Approximation of arbitrarily high-order PDEs by first-order hyperbolic relaxation
David I. Ketcheson, Abhijit Biswas
TL;DR
The paper tackles the problem of approximating arbitrarily high-order evolution PDEs by first-order hyperbolic relaxation, enabling causal, efficiently solvable reformulations. It develops a general construction that introduces auxiliary variables and uses a signed permutation to enforce consistency between the auxiliary constraints, proving a unique stable hyperbolization for linear scalar high-order PDEs and establishing convergence to the original equation as the relaxation time $\tau \to 0$. The authors prove a Fourier-space convergence result with an $O(\tau)$ error, and extend the approach to nonlinear equations including the nonlinear Schrödinger equation, Camassa–Holm, and Kuramoto–Sivashinsky, demonstrating numerical convergence in representative examples. This work broadens the applicability of hyperbolic relaxation, offering a unified methodology to transform complex high-order models into tractable, causally consistent hyperbolic systems with potential computational and analytical advantages.
Abstract
We present a framework for constructing a first-order hyperbolic system whose solution approximates that of a desired higher-order evolution equation. Constructions of this kind have received increasing interest in recent years, and are potentially useful as either analytical or computational tools for understanding the corresponding higher-order equation. We perform a systematic analysis of a family of linear model equations and show that for each member of this family there is a stable hyperbolic approximation whose solution converges to that of the model equation in a certain limit. We then show through several examples that this approach can be applied successfully to a very wide range of nonlinear PDEs of practical interest.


» THE PROBLEM
Apart from the pictures, every entry below must be given again exactly.

══ EXERCISE DATA ══

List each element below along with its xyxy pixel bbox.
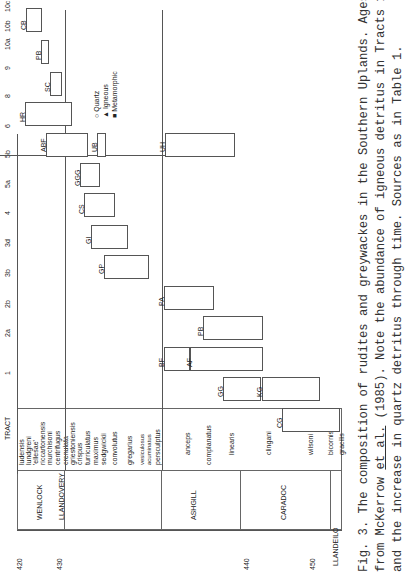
zone-label: gregarius <box>126 436 133 465</box>
zone-label: wilsoni <box>307 434 314 455</box>
quartz-icon: ○ <box>93 114 100 118</box>
unit-box-sc <box>50 72 62 96</box>
legend-igneous: ▲ Igneous <box>102 84 109 118</box>
unit-box-hr <box>25 102 72 126</box>
unit-label: KG <box>256 387 263 397</box>
unit-label: GGG <box>74 170 81 186</box>
igneous-icon: ▲ <box>102 111 109 118</box>
unit-box-af <box>190 347 263 371</box>
unit-box-ggg <box>80 163 100 187</box>
unit-label: CG <box>276 418 283 429</box>
unit-label: HR <box>19 112 26 122</box>
age-tick-440: 440 <box>243 558 250 570</box>
zone-label: acuminatus <box>146 434 152 465</box>
tract-label: 2a <box>4 329 11 337</box>
age-tick-420: 420 <box>16 558 23 570</box>
series-ashgill <box>161 470 241 530</box>
zone-label: bicornis <box>327 431 334 455</box>
tract-label: 3b <box>4 269 11 277</box>
tract-label-text: 4 <box>4 211 11 215</box>
unit-box-cg <box>282 408 340 432</box>
zone-label: riccartonensis <box>39 422 46 465</box>
caption-text: from McKerrow <box>374 470 388 572</box>
unit-label: PA <box>158 297 165 306</box>
zone-label: anceps <box>184 432 191 455</box>
zone-label: complanatus <box>205 425 212 465</box>
series-label: ASHGILL <box>190 490 197 520</box>
zone-label: linearis <box>228 433 235 455</box>
zone-label: centrifugus <box>54 431 61 465</box>
series-llandeilo <box>330 470 342 530</box>
zone-label: convolutus <box>111 432 118 465</box>
tract-boundary <box>162 10 163 470</box>
figure-caption-line-1: Fig. 3. The composition of rudites and g… <box>356 0 373 572</box>
series-label: LLANDEILO <box>332 527 339 566</box>
zone-label: persculptus <box>154 429 161 465</box>
unit-label: BF <box>158 358 165 367</box>
zone-label: griestoniensis <box>69 422 76 465</box>
tract-label: 10c <box>4 1 11 12</box>
unit-label: CB <box>20 20 27 30</box>
legend-label: Igneous <box>102 84 109 109</box>
series-label: CARADOC <box>280 485 287 520</box>
series-label: WENLOCK <box>36 485 43 520</box>
unit-box-cs <box>84 193 115 217</box>
unit-label: SC <box>44 82 51 92</box>
unit-box-uh <box>165 133 235 157</box>
tract-label: 1 <box>4 371 11 375</box>
unit-box-cb <box>26 8 42 32</box>
zone-label: lundgreni <box>25 436 32 465</box>
tract-label: 2b <box>4 300 11 308</box>
zone-label: gracilis <box>338 433 345 455</box>
tract-boundary <box>65 10 66 470</box>
unit-label: PB <box>35 51 42 60</box>
figure-caption-line-2: from McKerrow et al. (1985). Note the ab… <box>373 0 390 572</box>
zone-label: sedgwickii <box>100 433 107 465</box>
zone-label: maximus <box>92 437 99 465</box>
tract-label: 10b <box>4 20 11 32</box>
tract-label: 9 <box>4 66 11 70</box>
legend-quartz: ○ Quartz <box>93 91 100 118</box>
unit-label: AF <box>186 358 193 367</box>
legend-metamorphic: ■ Metamorphic <box>111 71 118 118</box>
unit-label: ABF <box>40 138 47 152</box>
tract-label: 8 <box>4 94 11 98</box>
legend-label: Quartz <box>93 91 100 112</box>
tract-label: 5a <box>4 180 11 188</box>
series-llandovery <box>64 470 162 530</box>
unit-box-gp <box>104 255 149 279</box>
unit-label: UB <box>91 142 98 152</box>
unit-box-ub <box>97 133 106 157</box>
caption-citation: et al. <box>374 426 388 470</box>
unit-box-pb2 <box>203 316 263 340</box>
unit-label: CS <box>78 204 85 214</box>
zone-label: crispus <box>76 443 83 465</box>
zone-label: ludensis <box>18 439 25 465</box>
tract-label: 3d <box>4 239 11 247</box>
unit-box-pa <box>164 286 214 310</box>
zone-label: 'ellesae' <box>32 440 39 465</box>
metamorphic-icon: ■ <box>111 114 118 118</box>
age-tick-430: 430 <box>56 558 63 570</box>
legend-label: Metamorphic <box>111 71 118 111</box>
unit-label: GP <box>98 264 105 274</box>
tract-boundary <box>17 134 18 474</box>
series-label: LLANDOVERY <box>58 473 65 520</box>
unit-label: GI <box>85 237 92 244</box>
unit-label: GG <box>217 386 224 397</box>
tract-axis-label: TRACT <box>4 417 11 440</box>
unit-label: UH <box>159 142 166 152</box>
unit-box-abf <box>46 133 88 157</box>
age-tick-450: 450 <box>309 558 316 570</box>
figure-caption-line-3: and the increase in quartz detritus thro… <box>390 45 407 572</box>
zone-label: vesiculosus <box>139 434 145 465</box>
unit-box-gi <box>91 225 128 249</box>
caption-text: (1985). Note the abundance of igneous de… <box>374 0 388 426</box>
unit-box-pb <box>41 40 49 64</box>
zone-label: clingani <box>265 431 272 455</box>
zone-label: murchisoni <box>46 431 53 465</box>
tract-label: 4 <box>4 211 11 215</box>
unit-label: PB <box>197 327 204 336</box>
tract-label: 6 <box>4 124 11 128</box>
tract-label: 10a <box>4 38 11 50</box>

═══

» COMPLETED TASK
List each element below along with its xyxy pixel bbox.
zone-label: gregarius <box>126 436 133 465</box>
zone-label: wilsoni <box>307 434 314 455</box>
quartz-icon: ○ <box>93 114 100 118</box>
unit-box-sc <box>50 72 62 96</box>
legend-igneous: ▲ Igneous <box>102 84 109 118</box>
unit-box-hr <box>25 102 72 126</box>
unit-label: KG <box>256 387 263 397</box>
unit-label: GGG <box>74 170 81 186</box>
igneous-icon: ▲ <box>102 111 109 118</box>
unit-box-af <box>190 347 263 371</box>
unit-box-ggg <box>80 163 100 187</box>
unit-label: CG <box>276 418 283 429</box>
unit-label: HR <box>19 112 26 122</box>
age-tick-440: 440 <box>243 558 250 570</box>
zone-label: acuminatus <box>146 434 152 465</box>
tract-label: 2a <box>4 329 11 337</box>
age-tick-420: 420 <box>16 558 23 570</box>
series-ashgill <box>161 470 241 530</box>
zone-label: bicornis <box>327 431 334 455</box>
tract-label: 3b <box>4 269 11 277</box>
tract-label-text: 4 <box>4 211 11 215</box>
unit-box-cg <box>282 408 340 432</box>
zone-label: riccartonensis <box>39 422 46 465</box>
caption-text: from McKerrow <box>374 470 388 572</box>
unit-label: PA <box>158 297 165 306</box>
zone-label: anceps <box>184 432 191 455</box>
zone-label: complanatus <box>205 425 212 465</box>
series-label: ASHGILL <box>190 490 197 520</box>
zone-label: linearis <box>228 433 235 455</box>
zone-label: centrifugus <box>54 431 61 465</box>
series-llandeilo <box>330 470 342 530</box>
zone-label: convolutus <box>111 432 118 465</box>
tract-boundary <box>162 10 163 470</box>
figure-caption-line-1: Fig. 3. The composition of rudites and g… <box>356 0 373 572</box>
series-label: LLANDEILO <box>332 527 339 566</box>
zone-label: persculptus <box>154 429 161 465</box>
unit-label: BF <box>158 358 165 367</box>
zone-label: griestoniensis <box>69 422 76 465</box>
tract-label: 10c <box>4 1 11 12</box>
unit-label: CB <box>20 20 27 30</box>
legend-label: Igneous <box>102 84 109 109</box>
series-label: CARADOC <box>280 485 287 520</box>
series-label: WENLOCK <box>36 485 43 520</box>
unit-box-cs <box>84 193 115 217</box>
unit-label: SC <box>44 82 51 92</box>
unit-box-uh <box>165 133 235 157</box>
tract-label: 1 <box>4 371 11 375</box>
unit-box-cb <box>26 8 42 32</box>
zone-label: lundgreni <box>25 436 32 465</box>
tract-label: 2b <box>4 300 11 308</box>
zone-label: gracilis <box>338 433 345 455</box>
tract-boundary <box>65 10 66 470</box>
unit-label: PB <box>35 51 42 60</box>
figure-caption-line-2: from McKerrow et al. (1985). Note the ab… <box>373 0 390 572</box>
zone-label: sedgwickii <box>100 433 107 465</box>
zone-label: maximus <box>92 437 99 465</box>
tract-label: 10b <box>4 20 11 32</box>
tract-label: 9 <box>4 66 11 70</box>
legend-quartz: ○ Quartz <box>93 91 100 118</box>
unit-label: AF <box>186 358 193 367</box>
legend-metamorphic: ■ Metamorphic <box>111 71 118 118</box>
unit-label: ABF <box>40 138 47 152</box>
tract-label: 8 <box>4 94 11 98</box>
legend-label: Quartz <box>93 91 100 112</box>
tract-label: 5a <box>4 180 11 188</box>
series-llandovery <box>64 470 162 530</box>
unit-box-gp <box>104 255 149 279</box>
unit-label: UB <box>91 142 98 152</box>
unit-box-ub <box>97 133 106 157</box>
caption-citation: et al. <box>374 426 388 470</box>
unit-box-pb2 <box>203 316 263 340</box>
unit-label: CS <box>78 204 85 214</box>
zone-label: crispus <box>76 443 83 465</box>
zone-label: ludensis <box>18 439 25 465</box>
tract-label: 3d <box>4 239 11 247</box>
unit-box-pa <box>164 286 214 310</box>
zone-label: 'ellesae' <box>32 440 39 465</box>
metamorphic-icon: ■ <box>111 114 118 118</box>
age-tick-430: 430 <box>56 558 63 570</box>
legend-label: Metamorphic <box>111 71 118 111</box>
unit-label: GP <box>98 264 105 274</box>
tract-boundary <box>17 134 18 474</box>
series-label: LLANDOVERY <box>58 473 65 520</box>
unit-label: GI <box>85 237 92 244</box>
unit-label: GG <box>217 386 224 397</box>
tract-axis-label: TRACT <box>4 417 11 440</box>
unit-label: UH <box>159 142 166 152</box>
unit-box-abf <box>46 133 88 157</box>
age-tick-450: 450 <box>309 558 316 570</box>
figure-caption-line-3: and the increase in quartz detritus thro… <box>390 45 407 572</box>
zone-label: vesiculosus <box>139 434 145 465</box>
unit-box-gi <box>91 225 128 249</box>
caption-text: (1985). Note the abundance of igneous de… <box>374 0 388 426</box>
unit-box-pb <box>41 40 49 64</box>
zone-label: clingani <box>265 431 272 455</box>
zone-label: murchisoni <box>46 431 53 465</box>
tract-label: 4 <box>4 211 11 215</box>
unit-label: PB <box>197 327 204 336</box>
tract-label: 6 <box>4 124 11 128</box>
tract-label: 10a <box>4 38 11 50</box>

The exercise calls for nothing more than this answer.